Of course, the comparison between the Israelites packing up Joseph's bones, and my grandparents having to leave their ancestors' bones behind, breaks down under scrutiny. Europe wasn't Mitzrayim, and America isn't the Promised Land, at least not in the traditional sense of the term. But the analogy continues to move me; I find an emotional resonance in it which transcends the physical. The Israelites carried their ancestors' bones with them as a physical sign of the emotional connection that bound them to their history, to where they had come from and who their forebears had been.

For us today, that emotional connection may be what matters, even if exhuming and transporting our ancestors' bones would never cross our minds. In a world of increased mobility, where we may live too far-away to visit and venerate our ancestors' burial-places, we have to find other ways of carrying them with us. When I migrated from south Texas to Massachusetts, I brought my grandparents with me: in the abundance of photographs and artifacts that decorate my home, in my grandfather's tallit and the framed page from my great-grandmother's cookbook, and most importantly in the memories of who they were and how important we were to one another. Those are the "bones" that matter to me.

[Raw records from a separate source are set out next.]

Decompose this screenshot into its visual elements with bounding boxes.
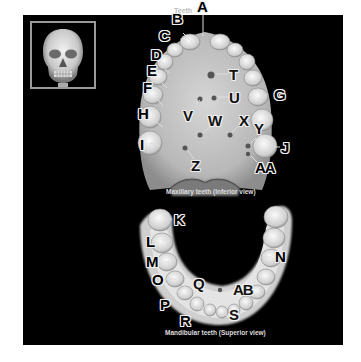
label-J: J: [281, 140, 289, 155]
maxillary-caption: Maxillary teeth (Inferior view): [166, 188, 256, 195]
label-D: D: [151, 47, 162, 62]
mandibular-caption: Mandibular teeth (Superior view): [165, 329, 266, 336]
label-C: C: [159, 28, 170, 43]
label-R: R: [180, 313, 191, 328]
label-W: W: [208, 113, 222, 128]
label-Z: Z: [191, 158, 200, 173]
label-P: P: [160, 297, 170, 312]
label-M: M: [146, 254, 159, 269]
label-K: K: [174, 212, 185, 227]
label-O: O: [152, 272, 164, 287]
label-I: I: [140, 137, 144, 152]
label-Q: Q: [193, 276, 205, 291]
label-AA: AA: [255, 160, 275, 175]
label-N: N: [275, 249, 286, 264]
label-X: X: [239, 113, 249, 128]
label-B: B: [172, 11, 183, 26]
label-G: G: [274, 87, 286, 102]
label-S: S: [229, 307, 239, 322]
label-H: H: [138, 106, 149, 121]
dental-arches-illustration: [0, 0, 361, 362]
label-AB: AB: [233, 282, 253, 297]
label-U: U: [229, 90, 240, 105]
label-T: T: [229, 67, 238, 82]
label-V: V: [183, 108, 193, 123]
label-E: E: [147, 63, 157, 78]
label-F: F: [143, 80, 152, 95]
label-A: A: [197, 0, 208, 14]
label-Y: Y: [254, 121, 264, 136]
label-L: L: [146, 234, 155, 249]
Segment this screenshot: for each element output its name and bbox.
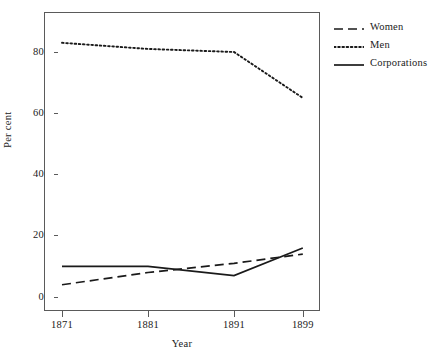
- legend: WomenMenCorporations: [334, 18, 438, 72]
- y-axis-title: Per cent: [2, 111, 13, 148]
- dashed-line-key: [334, 21, 364, 33]
- legend-item-men[interactable]: Men: [334, 36, 438, 54]
- legend-label: Women: [370, 21, 403, 33]
- x-axis-title: Year: [44, 338, 320, 349]
- legend-item-women[interactable]: Women: [334, 18, 438, 36]
- legend-label: Men: [370, 39, 390, 51]
- series-line-men: [62, 43, 303, 98]
- legend-item-corporations[interactable]: Corporations: [334, 54, 438, 72]
- dotted-line-key: [334, 39, 364, 51]
- chart-figure: 020406080 1871188118911899 Per cent Year…: [0, 0, 438, 361]
- legend-label: Corporations: [370, 57, 427, 69]
- series-line-corporations: [62, 248, 303, 276]
- solid-line-key: [334, 57, 364, 69]
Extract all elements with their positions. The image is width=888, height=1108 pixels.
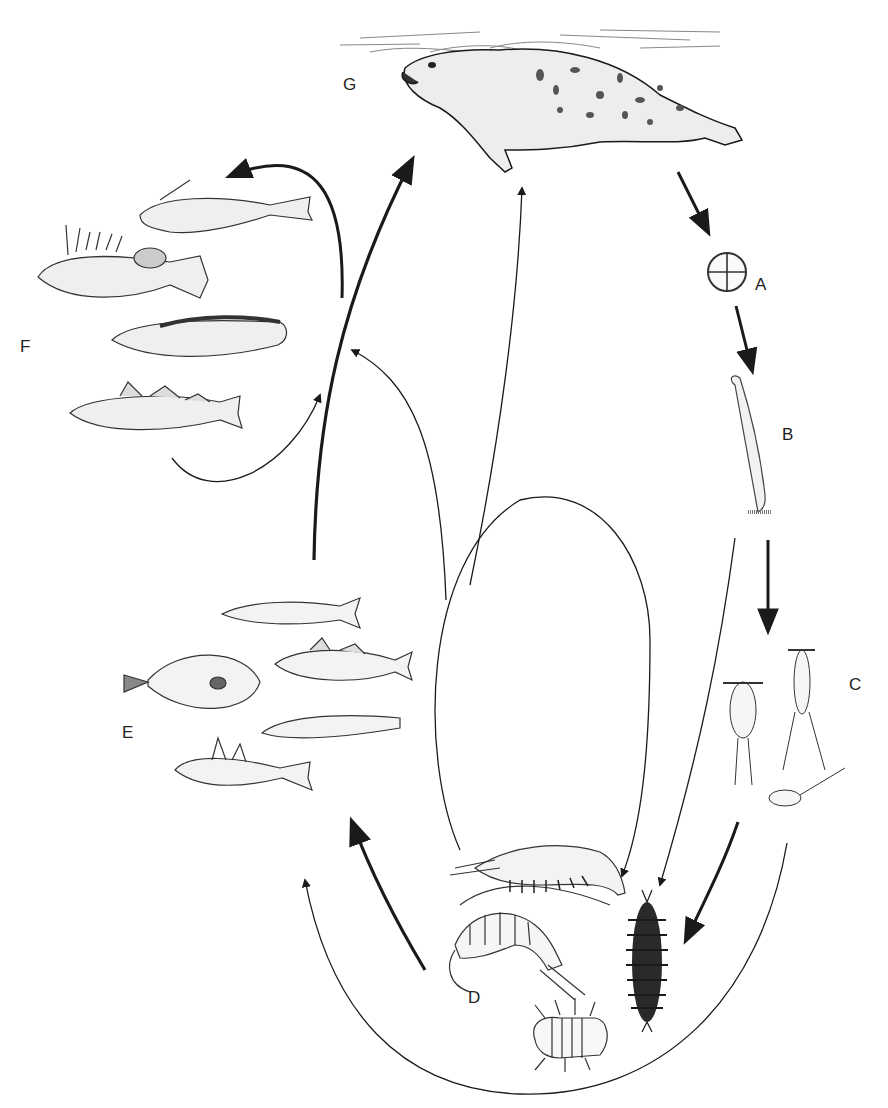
label-f: F xyxy=(20,337,30,356)
arrow-d-to-e xyxy=(352,822,425,970)
amphipod-illustration xyxy=(450,912,585,1000)
food-web-diagram: G A B C xyxy=(0,0,888,1108)
diagram-canvas: G A B C xyxy=(0,0,888,1108)
small-fishes-illustration xyxy=(124,598,412,790)
arrow-g-to-a xyxy=(678,172,708,232)
isopod-illustration xyxy=(534,998,607,1072)
arrow-d-to-f xyxy=(352,350,446,600)
arrow-d-loop xyxy=(435,497,650,876)
arrow-e-to-g xyxy=(314,160,412,560)
egg-illustration xyxy=(708,253,746,291)
arrow-e-to-f xyxy=(230,165,342,298)
label-b: B xyxy=(782,425,793,444)
label-c: C xyxy=(849,675,861,694)
label-g: G xyxy=(343,75,356,94)
larva-illustration xyxy=(731,376,772,512)
arrow-a-to-b xyxy=(736,306,752,370)
arrow-b-to-d xyxy=(660,538,735,885)
polychaete-worm-illustration xyxy=(626,890,668,1032)
copepods-illustration xyxy=(723,650,845,806)
arrow-d-to-g xyxy=(470,188,522,585)
label-d: D xyxy=(468,988,480,1007)
label-a: A xyxy=(755,275,767,294)
label-e: E xyxy=(122,723,133,742)
arrow-c-to-d xyxy=(686,822,738,940)
mysid-illustration xyxy=(450,846,625,905)
seal-illustration xyxy=(402,49,742,172)
larger-fishes-illustration xyxy=(38,180,312,430)
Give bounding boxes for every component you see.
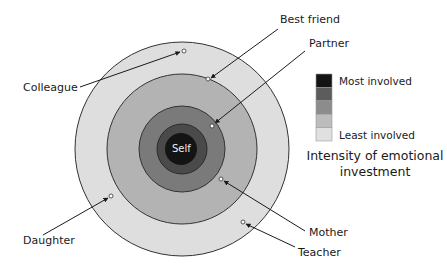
swatch-least-involved bbox=[316, 128, 332, 141]
label-teacher: Teacher bbox=[298, 247, 341, 258]
swatch-most-involved bbox=[316, 74, 332, 87]
mother-dot bbox=[219, 177, 223, 181]
swatch-level-4 bbox=[316, 114, 332, 127]
swatch-level-3 bbox=[316, 101, 332, 114]
label-best-friend: Best friend bbox=[280, 14, 340, 25]
label-mother: Mother bbox=[309, 227, 348, 238]
daughter-dot bbox=[109, 194, 113, 198]
teacher-dot bbox=[241, 220, 245, 224]
legend-caption-line2: investment bbox=[300, 164, 447, 180]
colleague-dot bbox=[182, 49, 186, 53]
legend-most-involved: Most involved bbox=[339, 76, 412, 87]
best-friend-dot bbox=[206, 77, 210, 81]
self-label: Self bbox=[172, 144, 191, 154]
daughter-pointer bbox=[43, 198, 108, 235]
label-partner: Partner bbox=[309, 38, 349, 49]
legend-least-involved: Least involved bbox=[339, 130, 415, 141]
legend-swatches bbox=[316, 74, 332, 141]
legend-caption: Intensity of emotional investment bbox=[300, 148, 447, 180]
label-daughter: Daughter bbox=[23, 235, 75, 246]
legend-caption-line1: Intensity of emotional bbox=[300, 148, 447, 164]
swatch-level-2 bbox=[316, 87, 332, 100]
label-colleague: Colleague bbox=[23, 82, 78, 93]
partner-dot bbox=[210, 124, 214, 128]
teacher-pointer bbox=[246, 224, 295, 247]
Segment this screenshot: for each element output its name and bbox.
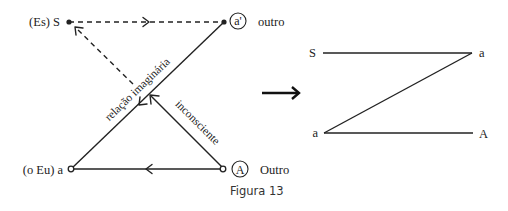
label-outro-lower: outro bbox=[258, 15, 284, 29]
label-outro-upper: Outro bbox=[260, 163, 289, 177]
node-dot-a-big bbox=[220, 166, 226, 172]
label-o-eu-a: (o Eu) a bbox=[23, 163, 64, 177]
z-label-a-big: A bbox=[479, 127, 488, 141]
z-figure: S a a A bbox=[309, 46, 488, 141]
z-label-s: S bbox=[309, 46, 316, 60]
z-diagonal-line bbox=[324, 53, 472, 133]
node-dot-a-prime bbox=[221, 19, 226, 24]
node-dot-a bbox=[68, 166, 74, 172]
label-relacao-imaginaria: relação imaginária bbox=[102, 55, 172, 124]
node-dot-s bbox=[66, 19, 71, 24]
dashed-edge-to-s bbox=[76, 28, 133, 84]
label-es-s: (Es) S bbox=[29, 15, 60, 29]
z-label-a-bottom: a bbox=[312, 126, 318, 140]
label-inconsciente: inconsciente bbox=[173, 98, 222, 147]
arrow-down-left-icon bbox=[139, 97, 147, 105]
schema-l: a' A (Es) S outro (o Eu) a Outro relação… bbox=[23, 13, 289, 177]
figure-caption: Figura 13 bbox=[230, 184, 284, 198]
schema-l-diagram: a' A (Es) S outro (o Eu) a Outro relação… bbox=[0, 0, 508, 211]
symbol-a-big: A bbox=[236, 163, 245, 177]
transition-arrow bbox=[262, 87, 299, 99]
symbol-a-prime: a' bbox=[234, 14, 242, 28]
z-label-a-top: a bbox=[479, 46, 485, 60]
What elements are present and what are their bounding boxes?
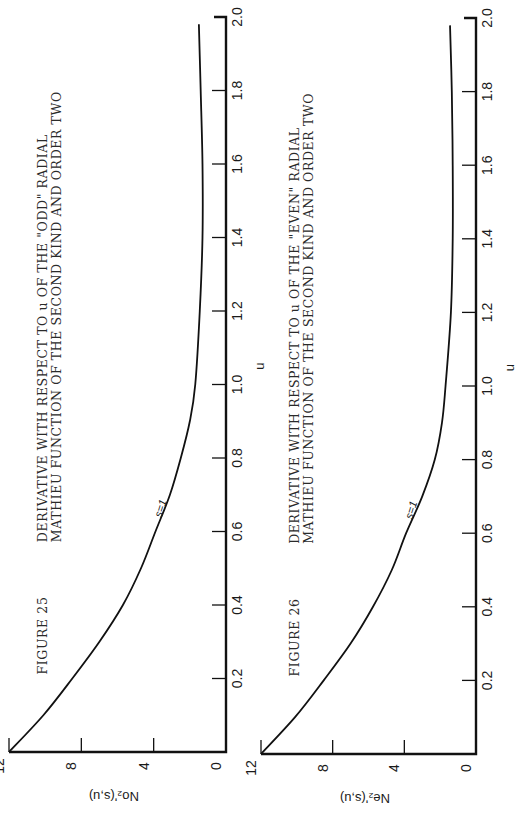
x-tick-label: 1.8 — [229, 81, 245, 101]
curve-label: s=1 — [402, 499, 419, 520]
y-tick-label: 0 — [458, 764, 474, 772]
x-tick-label: 1.0 — [229, 375, 245, 395]
x-axis-label: u — [252, 363, 267, 370]
figure-title-line: DERIVATIVE WITH RESPECT TO u OF THE "ODD… — [35, 134, 50, 542]
figure-title-line: MATHIEU FUNCTION OF THE SECOND KIND AND … — [49, 91, 64, 542]
x-tick-label: 0.2 — [229, 669, 245, 689]
figure-number: FIGURE 26 — [287, 598, 302, 676]
figure-page: 0.20.40.60.81.01.21.41.61.82.004812s=1uN… — [0, 0, 529, 819]
x-tick-label: 1.2 — [479, 302, 495, 322]
x-tick-label: 2.0 — [229, 7, 245, 27]
y-tick-label: 4 — [386, 764, 402, 772]
x-tick-label: 1.4 — [229, 228, 245, 248]
figure-number: FIGURE 25 — [35, 597, 50, 675]
figure-title-line: MATHIEU FUNCTION OF THE SECOND KIND AND … — [301, 93, 316, 544]
x-tick-label: 1.6 — [479, 155, 495, 175]
figure-25-chart: 0.20.40.60.81.01.21.41.61.82.004812s=1uN… — [0, 7, 267, 804]
x-tick-label: 1.8 — [479, 82, 495, 102]
y-tick-label: 0 — [208, 762, 224, 770]
y-tick-label: 8 — [63, 762, 79, 770]
curve-label: s=1 — [152, 498, 169, 519]
y-tick-label: 8 — [315, 764, 331, 772]
y-axis-label: No₂'(s,u) — [89, 789, 139, 804]
x-tick-label: 0.4 — [229, 595, 245, 615]
x-tick-label: 2.0 — [479, 8, 495, 28]
x-axis-label: u — [502, 364, 517, 371]
x-tick-label: 1.2 — [229, 301, 245, 321]
y-axis-label: Ne₂'(s,u) — [340, 791, 390, 806]
x-tick-label: 0.8 — [229, 448, 245, 468]
x-tick-label: 0.6 — [229, 522, 245, 542]
x-tick-label: 0.4 — [479, 597, 495, 617]
y-tick-label: 12 — [0, 758, 7, 774]
x-tick-label: 0.2 — [479, 670, 495, 690]
x-tick-label: 0.6 — [479, 523, 495, 543]
y-tick-label: 4 — [136, 762, 152, 770]
figure-26-chart: 0.20.40.60.81.01.21.41.61.82.004812s=1uN… — [243, 8, 517, 806]
x-tick-label: 1.6 — [229, 154, 245, 174]
y-tick-label: 12 — [243, 760, 259, 776]
x-tick-label: 1.4 — [479, 229, 495, 249]
x-tick-label: 0.8 — [479, 450, 495, 470]
figure-title-line: DERIVATIVE WITH RESPECT TO u OF THE "EVE… — [287, 127, 302, 544]
x-tick-label: 1.0 — [479, 376, 495, 396]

I like to think that as I continue to struggle toward liberation -- as I enact the recurring process of recognizing the constraints which bind me, and accepting God's help in moving through them into a place of freedom -- I carry my ancestors with me. Each of us can play a small part in fulfilling Joseph's request: that as we move from slavery to freedom, we bring with us the talismanic reminder of where and who we come from, so that our ancestors are never left behind.